Wednesday, February 28, 2018

Cowards With Badges?

     Time was, Americans took pride in what we called “the forces of order.” The police were prominent in that group of public servants. We believed that they existed to protect the rest of us. We understood their jobs to include the obligation to accept risks, including mortal risks, under certain circumstances. We believed that they understood that as well. And perhaps it really was so.

     It doesn’t seem to be that way today. Indeed, police actions in recent years suggest exactly the opposite: that police forces are characterized by an aversion to risk that the rest of us would deride as cowardice.


     Everyone is risk averse to some degree. No one accepts any and every risk he confronts without consideration of its upside and downside. Certain occupations are kind to the extremely risk averse. Others are not.

     The rash of reports about police not venturing into active-shooter confrontations, police shooting unarmed and unresisting citizens, police shooting dogs, and police intimidation of nominally peaceable citizens suggests that some of our cops are more risk averse (and less respectful of Americans’ individual rights) than the occupation should tolerate. Certainly the situation is worse for Americans in regions where the police are frequently active.

     A number of commentators have opined that the typical citizen is better off not involving himself with the police to any degree. You say your house was burglarized? Let the insurance company handle it. Your car was stolen out of your driveway? Same advice. You were mugged on the street? Same advice, with the addendum that you should rethink your choice of neighborhoods to walk through.

     Every interaction with anyone carries some degree of risk. An interaction with a policeman is no different, except that the policeman is far more likely to be armed. To depend on the police to protect you and your property, when Supreme Court decisions have held that there is no such obligation, is foolish. If the general level of risk aversion among police is truly rising, it’s even more foolish.

     But is it unfair to view policemen generally as cowards with badges?


     Institutional dynamics, whether in the private or the public sector, are bound by certain laws of valuation akin to Gresham’s Law of monies and currencies:

     "When a government overvalues one type of money and undervalues another, the undervalued money will leave the country or disappear from circulation into hoards, while the overvalued money will flood into circulation." It is commonly stated as: "Bad money drives out good".

     In point of fact, Gresham’s Law operates in any institution in which two items – and they may be persons — are valued equally by the institution despite differences in their operational value. For example, if Smith and Jones, two employees with equivalent responsibilities, are equally valued by their employer – i.e., in salary, perquisites, prestige, and opportunities for promotion – while Smith consistently outperforms Jones, Smith becomes likely either to leave the company or to reduce his performance to Jones’s level. This dynamic can be seen in operation in many places. Owing to the irresistible power of the SNAFU Principle, it’s the bane of large companies with many levels of management.

     Police departments are not immune to these dynamics.


     Over time, older policemen retire or die and are replaced by younger ones. If the departing policemen exhibited less risk aversion than their replacements, the dynamics discussed above will result in an ever more risk averse police force. Whether that is happening now is a subject for serious study.

     The possibility has been discussed, at Western Rifle Shooters that police are taught today that “the most important thing is to go home safe.” If this is true, and there is anecdotal evidence to support it, then the emergence of extremely risk averse police – e.g., the sort who stood down during the Parkland, Florida school massacre – is only natural. I have no countervailing evidence. Whether there is an opposed effort in progress in police academies is hard to determine.

     Of one thing we may be sure: A highly risk averse police force is more dangerous to law-abiding citizens than to criminals. Criminals are comfortable with violence, and the police know it. The typical private citizen is not comfortable with violence...and the police know that too. Given that a desire to wield authority is a common characteristic of persons who enter law enforcement, that would have serious implications for relations between cops and private citizens, and for much else besides.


## EXERCISE GOAL
Out of the lines below, please list those that hold the string "caption".
▬▬▬
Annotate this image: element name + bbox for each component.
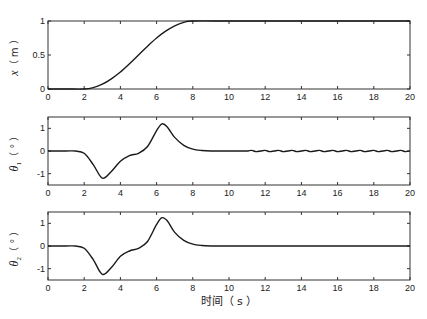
plot-theta1: 02468101214161820-101 [37, 117, 415, 198]
axes-frame [48, 21, 410, 89]
x-tick-label: 2 [82, 188, 87, 198]
ylabel-theta2: θ2（ ° ） [7, 226, 23, 267]
x-tick-label: 0 [45, 283, 50, 293]
x-tick-label: 18 [369, 283, 379, 293]
ylabel-theta1: θ1（ ° ） [7, 131, 23, 172]
x-tick-label: 2 [82, 92, 87, 102]
y-tick-label: 1 [40, 16, 45, 26]
x-tick-label: 6 [154, 283, 159, 293]
y-tick-label: 1 [40, 123, 45, 133]
xlabel-time: 时间（ s ） [201, 295, 258, 308]
x-tick-label: 6 [154, 92, 159, 102]
x-tick-label: 4 [118, 283, 123, 293]
y-tick-label: 0 [40, 146, 45, 156]
x-tick-label: 10 [224, 92, 234, 102]
x-tick-label: 20 [405, 283, 415, 293]
y-tick-label: 0.5 [32, 50, 45, 60]
x-tick-label: 20 [405, 92, 415, 102]
x-tick-label: 16 [333, 283, 343, 293]
x-tick-label: 4 [118, 92, 123, 102]
x-tick-label: 14 [296, 283, 306, 293]
x-tick-label: 12 [260, 92, 270, 102]
x-tick-label: 14 [296, 92, 306, 102]
y-tick-label: 0 [40, 84, 45, 94]
x-tick-label: 16 [333, 92, 343, 102]
x-tick-label: 12 [260, 188, 270, 198]
x-tick-label: 18 [369, 188, 379, 198]
plot-theta2: 02468101214161820-101 [37, 212, 415, 293]
x-tick-label: 10 [224, 283, 234, 293]
y-tick-label: 1 [40, 218, 45, 228]
y-tick-label: -1 [37, 169, 45, 179]
x-tick-label: 18 [369, 92, 379, 102]
chart-figure: 0246810121416182000.51 02468101214161820… [0, 0, 427, 319]
x-tick-label: 0 [45, 92, 50, 102]
x-tick-label: 8 [190, 283, 195, 293]
y-tick-label: -1 [37, 264, 45, 274]
y-tick-label: 0 [40, 241, 45, 251]
plot-x-position: 0246810121416182000.51 [32, 16, 415, 102]
x-tick-label: 6 [154, 188, 159, 198]
x-tick-label: 20 [405, 188, 415, 198]
x-tick-label: 2 [82, 283, 87, 293]
ylabel-x: x（ m ） [7, 34, 21, 76]
x-tick-label: 10 [224, 188, 234, 198]
x-tick-label: 8 [190, 92, 195, 102]
x-tick-label: 12 [260, 283, 270, 293]
x-tick-label: 4 [118, 188, 123, 198]
x-tick-label: 0 [45, 188, 50, 198]
x-tick-label: 8 [190, 188, 195, 198]
x-tick-label: 16 [333, 188, 343, 198]
x-tick-label: 14 [296, 188, 306, 198]
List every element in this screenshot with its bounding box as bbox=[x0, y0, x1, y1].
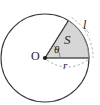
centre-label-O: O bbox=[31, 50, 40, 62]
radius-label-r: r bbox=[63, 60, 67, 71]
area-label-S: S bbox=[64, 33, 71, 46]
radius-measure-dashed-arc bbox=[47, 60, 88, 67]
angle-label-theta: θ bbox=[54, 44, 59, 55]
circle-sector-svg bbox=[0, 0, 100, 105]
arc-length-label-l: l bbox=[83, 19, 86, 31]
centre-point-dot bbox=[43, 56, 47, 60]
geometry-figure: O θ S l r bbox=[0, 0, 100, 105]
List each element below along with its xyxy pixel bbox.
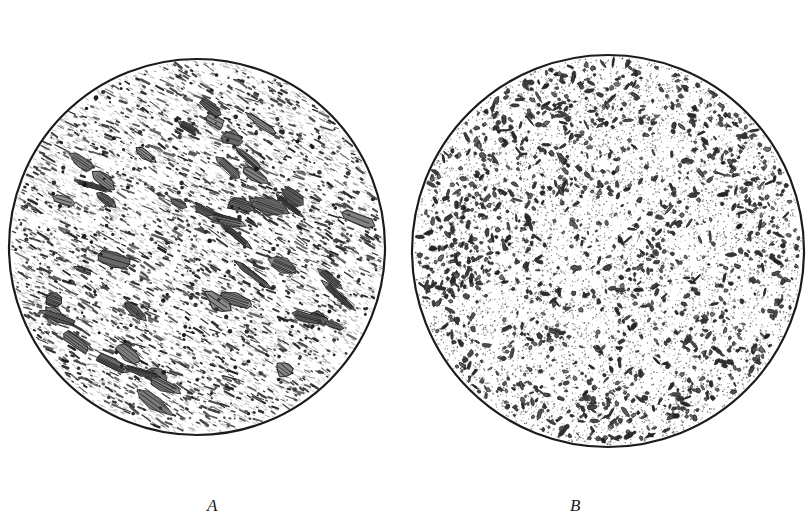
plate-canvas [0,0,810,526]
micrograph-plate: A B [0,0,810,526]
panel-a-caption: A [207,496,218,516]
panel-b-caption: B [570,496,581,516]
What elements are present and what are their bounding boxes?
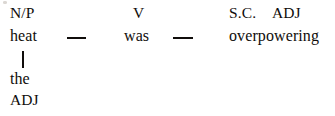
em-dash-connector-2: [173, 37, 193, 39]
word-subject-heat: heat: [10, 28, 37, 44]
word-modifier-the: the: [10, 71, 30, 87]
label-complement-adj: ADJ: [272, 5, 301, 21]
word-verb-was: was: [124, 28, 149, 44]
scan-artifact-speck: [3, 1, 7, 4]
label-subject-complement-sc: S.C.: [229, 5, 256, 21]
word-complement-overpowering: overpowering: [229, 28, 319, 44]
label-modifier-adj: ADJ: [10, 92, 38, 108]
label-subject-np: N/P: [10, 5, 34, 21]
label-verb-v: V: [133, 5, 144, 21]
sentence-diagram: N/P V S.C. ADJ heat was overpowering the…: [0, 0, 335, 116]
em-dash-connector-1: [67, 37, 86, 39]
vertical-branch-connector: [22, 51, 24, 68]
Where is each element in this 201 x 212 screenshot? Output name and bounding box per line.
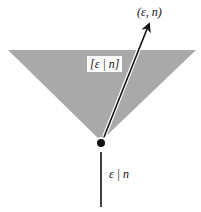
apex-point	[97, 139, 105, 147]
diagram-canvas	[0, 0, 201, 212]
stem-label: ε | n	[109, 168, 129, 180]
arrow-tip-label: (ε, n)	[137, 6, 162, 18]
cone-label: [ε | n]	[87, 56, 122, 72]
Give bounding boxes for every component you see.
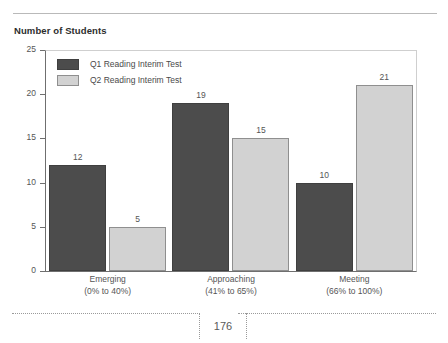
bar-slot: 10 — [296, 50, 353, 271]
y-axis-tick-label: 5 — [31, 221, 36, 231]
page-number: 176 — [214, 320, 232, 332]
legend-item[interactable]: Q1 Reading Interim Test — [57, 56, 182, 72]
bar-q1[interactable] — [49, 165, 106, 271]
bar-q2[interactable] — [232, 138, 289, 271]
y-axis-tick-label: 0 — [31, 265, 36, 275]
x-axis-category-range: (0% to 40%) — [46, 286, 169, 298]
bar-group: 1021 — [293, 50, 416, 271]
bar-value-label: 15 — [256, 125, 265, 135]
y-axis-tick-mark — [40, 271, 45, 272]
y-axis-tick-label: 25 — [27, 44, 36, 54]
bar-value-label: 5 — [135, 214, 140, 224]
y-axis-tick-label: 10 — [27, 177, 36, 187]
x-axis-category-name: Meeting — [339, 274, 369, 284]
bar-slot: 15 — [232, 50, 289, 271]
chart-page: Number of Students 0510152025 1251915102… — [0, 0, 448, 343]
bar-group: 1915 — [169, 50, 292, 271]
x-axis-category-name: Emerging — [89, 274, 125, 284]
y-axis-tick-label: 20 — [27, 88, 36, 98]
page-title: Number of Students — [14, 25, 107, 36]
page-footer: 176 — [0, 313, 448, 343]
y-axis-tick-mark — [40, 50, 45, 51]
x-axis-category-range: (41% to 65%) — [169, 286, 292, 298]
page-number-box: 176 — [199, 313, 247, 339]
y-axis: 0510152025 — [0, 50, 45, 272]
x-axis-category-range: (66% to 100%) — [293, 286, 416, 298]
legend-label: Q2 Reading Interim Test — [90, 75, 182, 85]
footer-dotted-rule-left — [12, 313, 200, 315]
bar-value-label: 19 — [196, 90, 205, 100]
bar-q1[interactable] — [172, 103, 229, 271]
x-axis-category-name: Approaching — [207, 274, 255, 284]
y-axis-tick-mark — [40, 138, 45, 139]
bar-value-label: 10 — [320, 170, 329, 180]
bar-q2[interactable] — [109, 227, 166, 271]
y-axis-tick-mark — [40, 183, 45, 184]
top-divider-rule — [13, 13, 437, 14]
bar-value-label: 12 — [73, 152, 82, 162]
x-axis-category: Meeting(66% to 100%) — [293, 274, 416, 297]
legend-item[interactable]: Q2 Reading Interim Test — [57, 72, 182, 88]
y-axis-tick-mark — [40, 227, 45, 228]
legend-label: Q1 Reading Interim Test — [90, 59, 182, 69]
x-axis-category: Approaching(41% to 65%) — [169, 274, 292, 297]
y-axis-tick-label: 15 — [27, 132, 36, 142]
bar-q2[interactable] — [356, 85, 413, 271]
chart-legend: Q1 Reading Interim TestQ2 Reading Interi… — [57, 56, 182, 88]
bar-slot: 21 — [356, 50, 413, 271]
x-axis: Emerging(0% to 40%)Approaching(41% to 65… — [46, 274, 416, 306]
footer-dotted-rule-right — [238, 313, 436, 315]
x-axis-category: Emerging(0% to 40%) — [46, 274, 169, 297]
legend-swatch-q1 — [57, 59, 79, 70]
y-axis-tick-mark — [40, 94, 45, 95]
bar-value-label: 21 — [380, 72, 389, 82]
legend-swatch-q2 — [57, 75, 79, 86]
bar-q1[interactable] — [296, 183, 353, 271]
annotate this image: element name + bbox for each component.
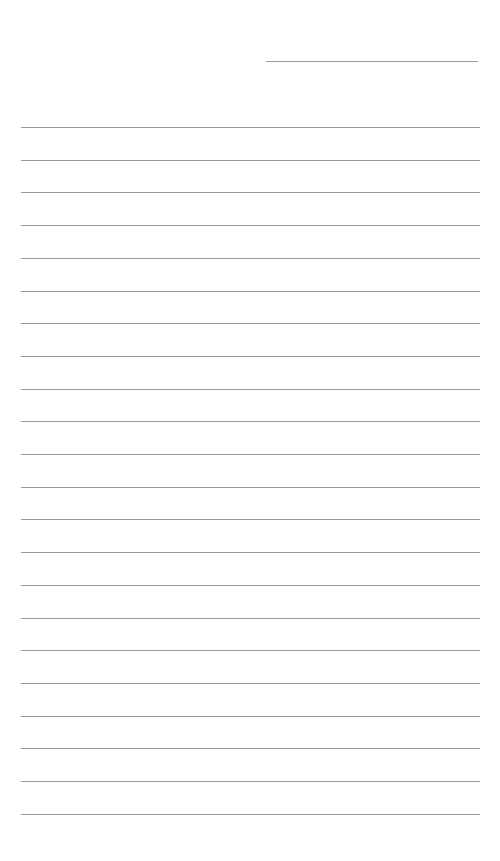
- ruled-line: [21, 618, 480, 619]
- ruled-line: [21, 552, 480, 553]
- ruled-line: [21, 748, 480, 749]
- ruled-line: [21, 650, 480, 651]
- ruled-line: [21, 683, 480, 684]
- ruled-line: [21, 716, 480, 717]
- header-date-line: [266, 61, 478, 62]
- ruled-line: [21, 192, 480, 193]
- ruled-line: [21, 258, 480, 259]
- ruled-line: [21, 781, 480, 782]
- ruled-line: [21, 389, 480, 390]
- ruled-line: [21, 291, 480, 292]
- ruled-line: [21, 127, 480, 128]
- ruled-line: [21, 323, 480, 324]
- ruled-line: [21, 585, 480, 586]
- ruled-line: [21, 814, 480, 815]
- ruled-line: [21, 487, 480, 488]
- ruled-line: [21, 356, 480, 357]
- ruled-line: [21, 160, 480, 161]
- ruled-line: [21, 519, 480, 520]
- ruled-line: [21, 421, 480, 422]
- ruled-line: [21, 225, 480, 226]
- ruled-line: [21, 454, 480, 455]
▬▬▬
## COMPLETED EXERCISE
panel-a-caption: A [207,496,218,516]
panel-b-caption: B [570,496,581,516]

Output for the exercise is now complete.